Multi-objective Optimization In Computational I...


We have provided here evidence, for the first time, that cells within both T cell and neutrophil populations exhibit a continuum of inherent directionalities and translational speeds. Further, we have shown that cells do not simultaneously perform very fast translational and turn movements. We have developed a novel framework to fit statistical distributions to cell translation and turn speeds whilst accounting for experimental bias. Thereafter, the manner in which these two components of motility combine to impact overall spatial exploration is analysed through a novel coupling of 3D agent-based simulation with multi-objective optimization. This latter framework for the first time calibrates and assesses putative motility models through simultaneous consideration of several motility metrics, accounting for trade-offs in performance against each. These frameworks provide the means to robustly analyse and accurately reproduce cellular motility patterns, as they explicitly reflect the constraints of in vivo data.




Multi-objective optimization in computational i...
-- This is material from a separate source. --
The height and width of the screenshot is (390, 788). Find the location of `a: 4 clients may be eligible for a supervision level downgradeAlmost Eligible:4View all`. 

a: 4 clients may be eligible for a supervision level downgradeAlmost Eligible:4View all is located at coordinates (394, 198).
The advent of two-photon in vivo cellular imaging techniques facilitates detailed examination of cellular motility and interaction. The resultant data permits identification of cellular motility strategies, which can be incorporated into broader immune simulations to understand the development and potential manipulation of the immune response. Determining which motility model best fits a biological dataset requires simultaneous consideration of several metrics of motility; three dimensional motility is too intricate a phenomenon to be fully specified in only one metric. Here we have evaluated the capacity of six random walk models, including Brownian motion, Lévy walk and four correlated random walks, to reproduce the motility dynamics of lymph node T cells and neutrophil datasets under inflammatory conditions. Our evaluation is made possible through the development of a novel simulation calibration methodology, where multi-objective optimization identifies parameter values that provide optimal trade-offs for a given model against several metrics of motility.
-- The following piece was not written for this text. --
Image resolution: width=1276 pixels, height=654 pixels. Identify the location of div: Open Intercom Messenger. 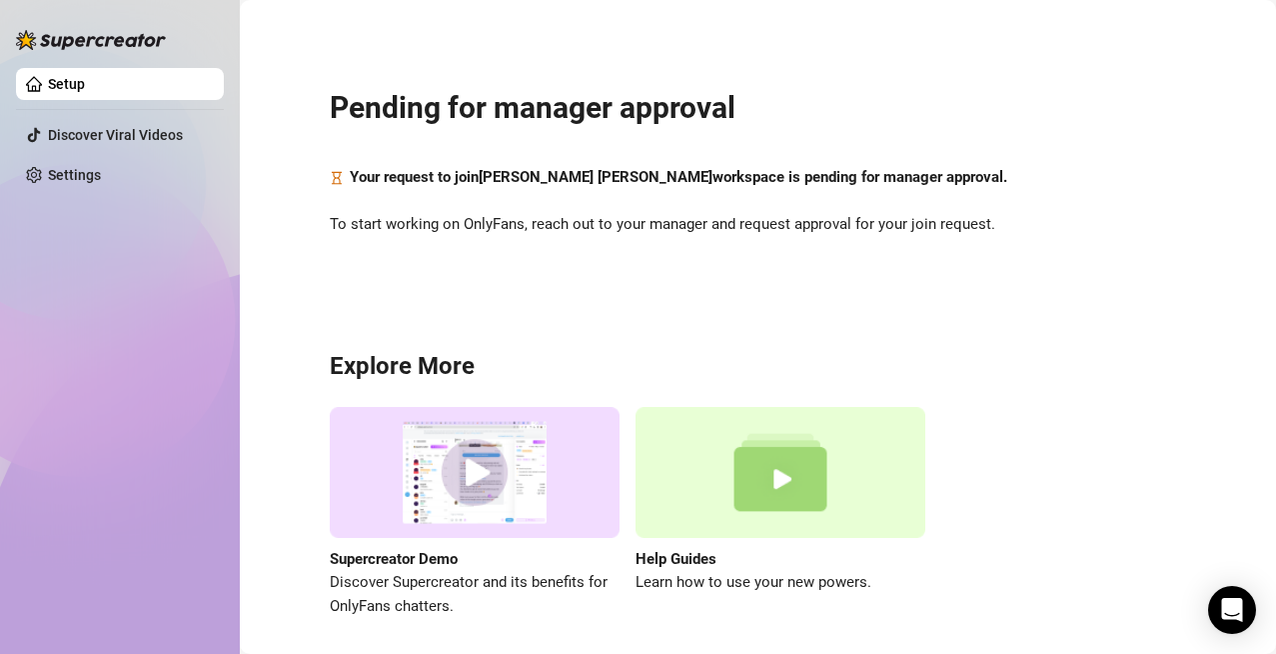
(1232, 610).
Previous lymphocyte modeling efforts have incorporated explicit cellular arrest phases between periods of fixed speed, straight-line motility [15, 26]. Our in vivo datasets do not record cells as being stationary, or moving in straight lines (S1A and S1B Fig). As such, we have explored CRW models that explicitly capture distributions of translational and turn speeds. Other work has focused on modeling lymphocytes as point-processes confined to the lymph node reticular network [27], explicitly modeling cellular morphology [25, 28], and conceptualizing cell trajectories as features of environmental obstacles [25]. The possibility of calibrating the configuration of an environment by proxy of the resultant cellular motility is intriguing. Our multi-objective optimization framework is independent of the motility paradigm and could be more broadly applied in these contexts.


We opted to employ three objectives in our multi-objective approach, based on the pooled translational speeds of all cells across all time points into a single distribution, similarly for turn speeds, and track meandering indices. We consider this the minimum required to accurately specify motility, capturing how cells move translationally through space, how subsequent trajectories are correlated, and how these two aspects integrate to define overall spatial coverage. Multi-objective optimisation can accommodate more objectives, and hence additional motility metrics could be incorporated (or substituted). In particular, we believe there is merit in studying how recent, more sophisticated motility metrics might be incorporated into our framework [20, 21]. It is practical, rather than technical, considerations that limit the number of objectives one can use: in our experience the number of Pareto front members tends to increase with each additional objective, and more objectives constitute a more complex problem which can require greater computational effort to solve to a similar extent (e.g., as measured through objective KS values). Convention in multi-objective optimisation dictates that one choose objectives which are not correlated with one another; to do so increases the complexity of the optimisation problem whilst providing little benefit in capturing better quality solutions. Candidates for additional objectives might include the median track translational or turn speed distributions, however we note that for our favoured motility model, the inverse heterogeneous CRW (IHeteroCRW), these characteristics are well captured despite not being explicit criteria in model calibration (S17B, S17C, S23B and S23C Figs).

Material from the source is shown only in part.